Although my family and I spent most of our summers outdoors in upstate New York, Maine, and Switzerland (pretentious, I know, but I did grow up in Italy), I’m not a professional hiker by any means. I’m still not great at reading maps, and I check obsessively around me to make sure I don’t have an audience when peeing in the woods.

But boy, do I love it. I love the stretching of sinewy limbs, of struggling to catch my breath, of scraping against rocks. I love the smell of sweat and the feeling of mud drying in the lines of my hands. I love the way sunlight filters through the trees and how there’s no concrete in sight. I love all the green. Do you ever think about how much green you see in a day? Not enough, I bet. Not by a long shot.

I love knowing that when my ribcage feels like it’s closing in, when the emails are piling up and the unanswered text messages are looming, that I can take a break from it all. I can opt outside.  
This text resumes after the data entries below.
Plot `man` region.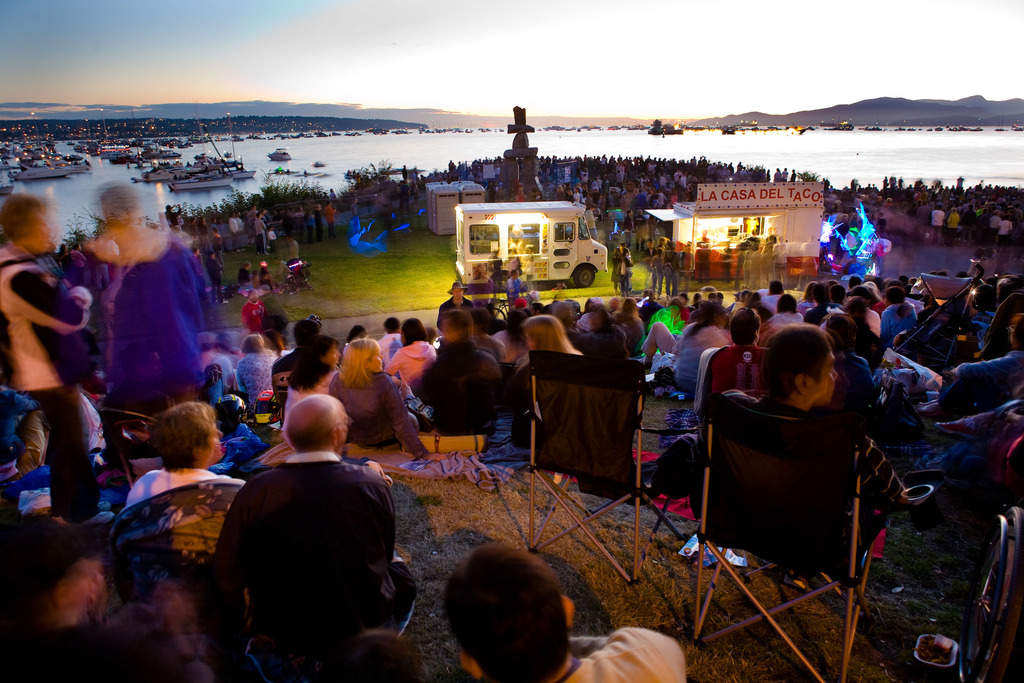
Plotted at [left=438, top=281, right=474, bottom=332].
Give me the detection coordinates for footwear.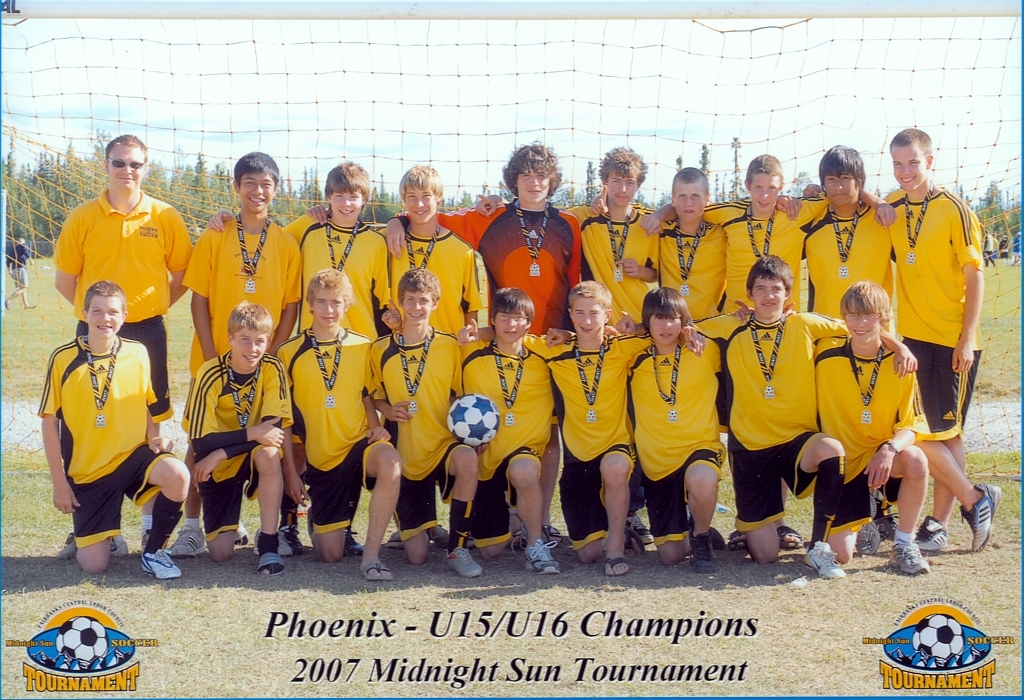
bbox(688, 532, 715, 578).
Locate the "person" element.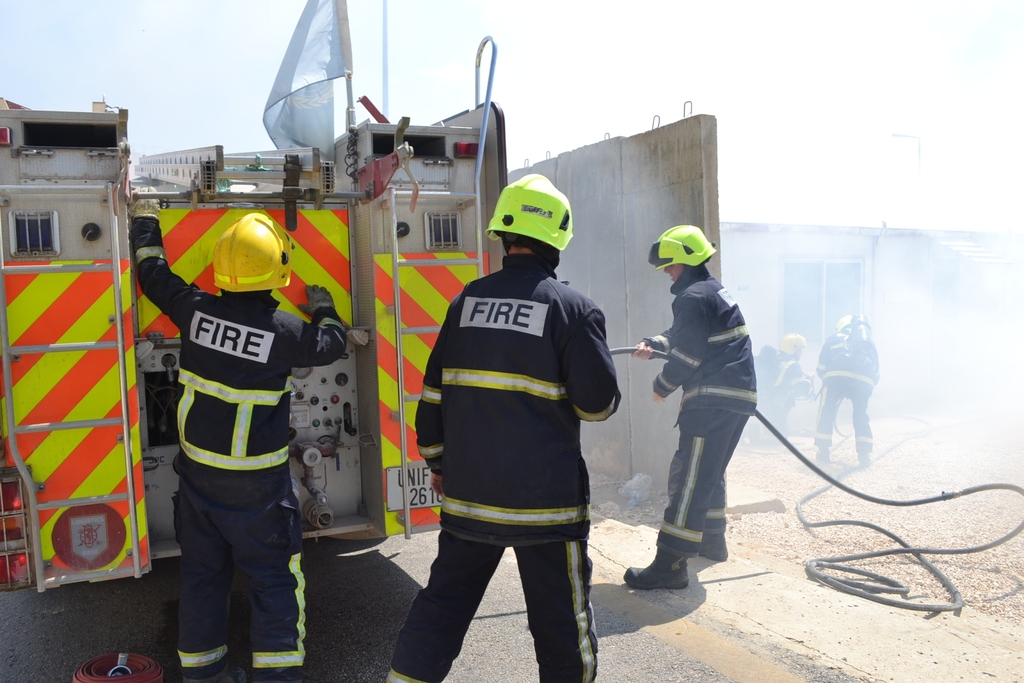
Element bbox: {"x1": 384, "y1": 173, "x2": 620, "y2": 682}.
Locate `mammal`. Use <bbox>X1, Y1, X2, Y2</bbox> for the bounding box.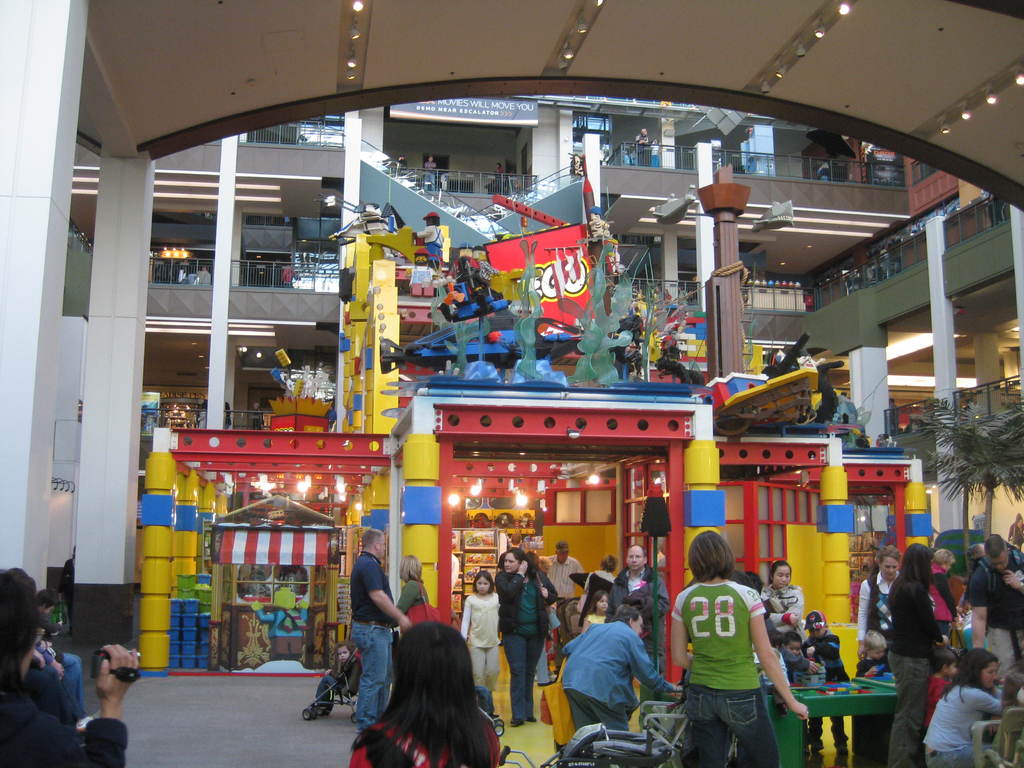
<bbox>536, 540, 587, 684</bbox>.
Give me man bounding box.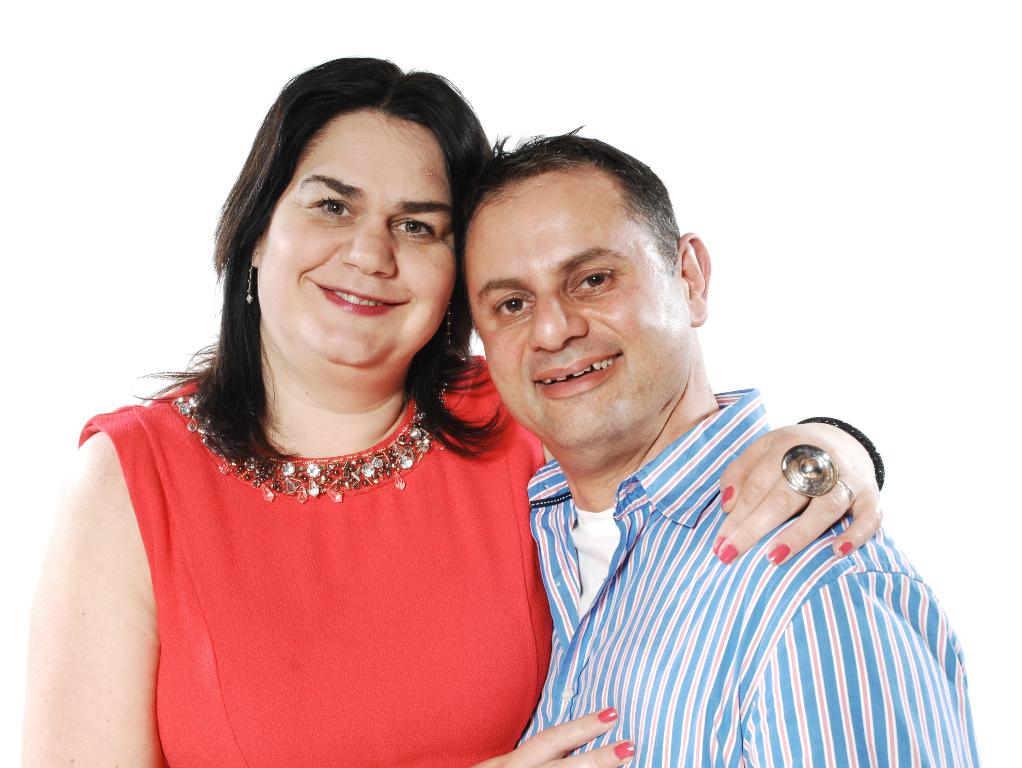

This past Friday, the National Park Service opened its doors, so to speak, and made entrance to all national parks free to celebrate the National Park Service’s 101st birthday. I sacrificed one of my long-hoarded vacation days and took the day off work. I convinced a few friends to join me. We laughed on the drive to the Shenandoah and traded embarrassing stories from high school. We stopped looking at our phones, and focused on the trail ahead. We didn’t talk about our jobs. My bad knee shook on the ascent because I’m a little out of shape, and the water in the pools was just a smidge too cold.

The iciness of that first jump into the water knocks the air out of your chest. It’s sharp. It pulls you away from thinking about all the chaos waiting for you back home and says, look here, be here. Inhale, exhale. Stare up at all the green around you. Be outside.